Charles Ellicott Commentary


Charles Ellicott Commentary
"So Samuel turned again after Saul; and Saul worshipped Jehovah." — 1 Samuel 15:31 (ASV)
So Samuel turned again after Saul. —The prophet, after the king's repeated and pressing request, consents publicly to worship the Lord with him. There is little doubt that the principal motive that led Samuel on this occasion not to withdraw from the public thanksgiving was a desire to prevent any disaffection toward the monarchy. His known disapproval of Saul’s conduct, and his refusal of the king’s earnest plea for him to stay, would probably have been the signal for the discontented people in Israel to revolt, under the pretext that such a revolt would please the great seer. Such a revolt in those critical times would have been disastrous to the growing prosperity of the chosen people.
It has been well suggested that many blessings came upon the unhappy Saul and the nation he ruled in answer to Samuel’s intercession for him on this occasion.
The result was what might have been expected. Saul apparently remained in undiminished power; but the will of God, as declared by His servant Samuel, was slowly but surely accomplished. The doom of the reigning family, pronounced by the prophet on this momentous occasion, was irrevocable.
The story of Israel in this book shows how the solemn procession of events moved onward, each year bringing the ill-fated rebel king nearer to the execution of the stern sentence that his own self-willed conduct had called down on him.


In the copy, include every entry exactly but none of its images.

** Opening Extracted information block **

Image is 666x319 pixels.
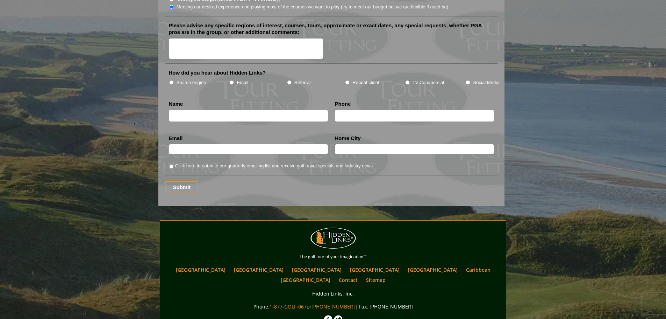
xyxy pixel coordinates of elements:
[277,275,334,285] a: [GEOGRAPHIC_DATA]
[335,275,361,285] a: Contact
[177,79,206,86] label: Search engine
[169,22,494,36] label: Please advise any specific regions of interest, courses, tours, approximate or exact dates, any s...
[169,135,183,142] label: Email
[162,302,505,311] p: Phone: or | Fax: [PHONE_NUMBER]
[270,303,307,310] a: 1-877-GOLF-067
[169,69,266,76] label: How did you hear about Hidden Links?
[413,79,444,86] label: TV Commercial
[473,79,499,86] label: Social Media
[177,3,449,10] label: Meeting our desired experience and playing most of the courses we want to play (try to meet our b...
[230,264,287,275] a: [GEOGRAPHIC_DATA]
[405,264,461,275] a: [GEOGRAPHIC_DATA]
[237,79,248,86] label: Email
[335,135,361,142] label: Home City
[162,253,505,260] p: The golf tour of your imagination™
[162,289,505,298] p: Hidden Links, Inc.
[353,79,379,86] label: Repeat client
[312,303,355,310] a: [PHONE_NUMBER]
[165,181,199,193] input: Submit
[172,264,229,275] a: [GEOGRAPHIC_DATA]
[335,100,351,107] label: Phone
[363,275,389,285] a: Sitemap
[289,264,345,275] a: [GEOGRAPHIC_DATA]
[169,100,183,107] label: Name
[463,264,494,275] a: Caribbean
[175,162,373,169] label: Click here to opt-in to our quarterly emailing list and receive golf travel specials and industry...
[294,79,311,86] label: Referral
[347,264,403,275] a: [GEOGRAPHIC_DATA]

** Closing Extracted information block **

→ Completed exercise:
Image is 666x319 pixels.
xyxy pixel coordinates of elements:
[277,275,334,285] a: [GEOGRAPHIC_DATA]
[335,275,361,285] a: Contact
[177,79,206,86] label: Search engine
[169,22,494,36] label: Please advise any specific regions of interest, courses, tours, approximate or exact dates, any s...
[169,135,183,142] label: Email
[162,302,505,311] p: Phone: or | Fax: [PHONE_NUMBER]
[270,303,307,310] a: 1-877-GOLF-067
[169,69,266,76] label: How did you hear about Hidden Links?
[413,79,444,86] label: TV Commercial
[473,79,499,86] label: Social Media
[177,3,449,10] label: Meeting our desired experience and playing most of the courses we want to play (try to meet our b...
[230,264,287,275] a: [GEOGRAPHIC_DATA]
[405,264,461,275] a: [GEOGRAPHIC_DATA]
[237,79,248,86] label: Email
[335,135,361,142] label: Home City
[162,253,505,260] p: The golf tour of your imagination™
[162,289,505,298] p: Hidden Links, Inc.
[353,79,379,86] label: Repeat client
[312,303,355,310] a: [PHONE_NUMBER]
[165,181,199,193] input: Submit
[172,264,229,275] a: [GEOGRAPHIC_DATA]
[335,100,351,107] label: Phone
[363,275,389,285] a: Sitemap
[289,264,345,275] a: [GEOGRAPHIC_DATA]
[169,100,183,107] label: Name
[463,264,494,275] a: Caribbean
[175,162,373,169] label: Click here to opt-in to our quarterly emailing list and receive golf travel specials and industry...
[294,79,311,86] label: Referral
[347,264,403,275] a: [GEOGRAPHIC_DATA]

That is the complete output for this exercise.